The Trump Administration, he notes, has taken steps to weaken the Consumer Financial Protection Bureau, and Florida Republican Governor Rick Scott’s has rejected funding meant to struggling homeowners.
In June 2018, consumer bureau director Mick Mulvaney dropped a regulatory case against PHH Mortgage Corporation for taking illegal kickbacks from mortgage reinsurers. In May 2018, the Trump Administration rolled back several regulatory reforms of the mortgage lending industry that were included in the Dodd-Frank Act.
“Dodd-Frank's changes to mortgage originations have actually held up OK,” David Dayen, author of Chain of Title, a book on foreclosure fraud, writes in an email. “But mortgage-servicing abuses, which were never truly addressed in any post-crisis rulemaking, have become non-crimes, subject to sanction only if homeowners hit the lottery and find a sympathetic judge unwilling to rubber-stamp evictions.”

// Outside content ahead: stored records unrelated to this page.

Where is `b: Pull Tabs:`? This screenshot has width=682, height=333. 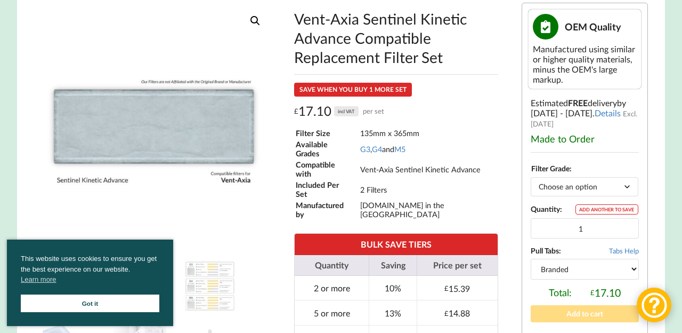 b: Pull Tabs: is located at coordinates (546, 250).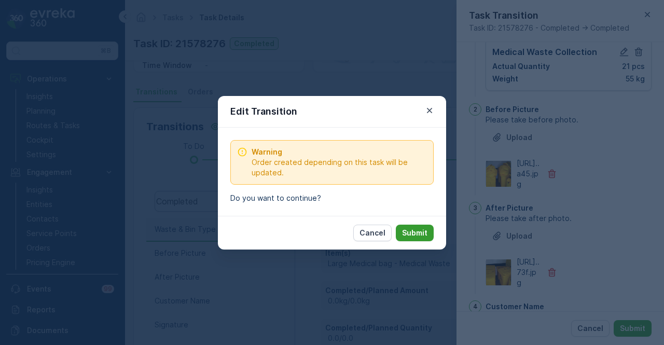 The image size is (664, 345). Describe the element at coordinates (414, 233) in the screenshot. I see `button: Submit` at that location.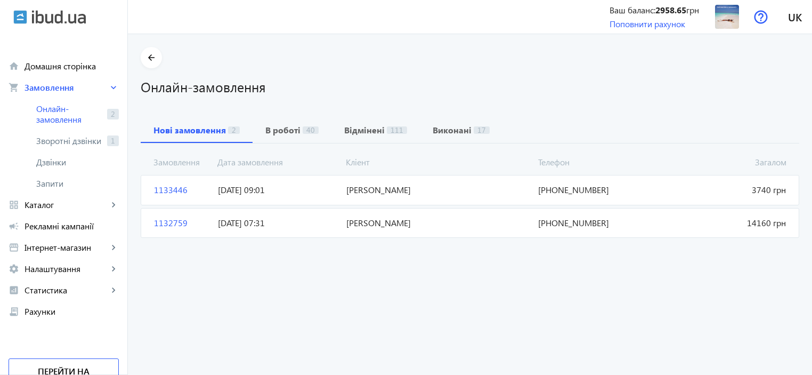 The width and height of the screenshot is (812, 375). Describe the element at coordinates (20, 17) in the screenshot. I see `img: ibud.svg` at that location.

Dayen says he is not at all surprised to see homeowners resorting to crowdfunding to avoid foreclosures: “They’ve been rendered invisible by policymakers, their defenses have been ignored by the judiciary, and they’ve essentially shouted into a void for ten years.”
Against this backdrop, former Democratic Congressman Brad Miller of North Carolina is leading a lawsuit against Ocwen, one of the nation’s largest mortgage lending companies. Its purpose is to remove the incentives mortgage loan servicers have to continue predatory practices.
“There‘s been enormous abuse and financial enrichment at the expense of homeowners.”
”Over the last ten years, the principal objective of [mortgage loan] policy has been to have debtors pay every cent that can be squeezed out of them, including for debt that was really unconscionable in the first place,” Miller says in an interview. “There‘s been enormous abuse and financial enrichment at the expense of investors and homeowners.”
The lawsuit is currently awaiting a decision on Ocwen’s motion to dismiss, according to Miller.
Meanwhile, the situation for many homeowners remains dire. According to a Bankrate.com report published in September, nearly one in six Americans think it makes sense for homeowners to borrow against their home equity is a viable option to cover daily living expenses. Household debt in the United States recently reached $13.3 billion.
“We just paid the last mortgage payment we could afford on September 15,” says Mark Warner, who lives in Connecticut with his wife, Chris, and two daughters. “It will likely only take a month or two to receive another acceleration letter from Wells Fargo. We can’t afford to move and don’t have anywhere to go.”
Warner lost his job in May 2016 due to blackouts that re-emerged as symptoms of his epilepsy, and has been unable to find a job since, though he continues submitting applications. His family continues struggling to pay his medical expenses and those associated with his and his daughter’s Crohn’s disease.
After cashing in his and his wife’s pension plans and savings, Warner received a foreclosure notice from Wells Fargo in October 2017. With the help of an attorney, his family was able to modify its loan, and staved off foreclosure with help from a GoFundMe campaign.
Recently, Warner was forced to start another crowdfunding campaign through PlumFund, as his family faces another foreclosure process. “It’s embarrassing and humiliating,” he says, “but I don’t know what else to do.”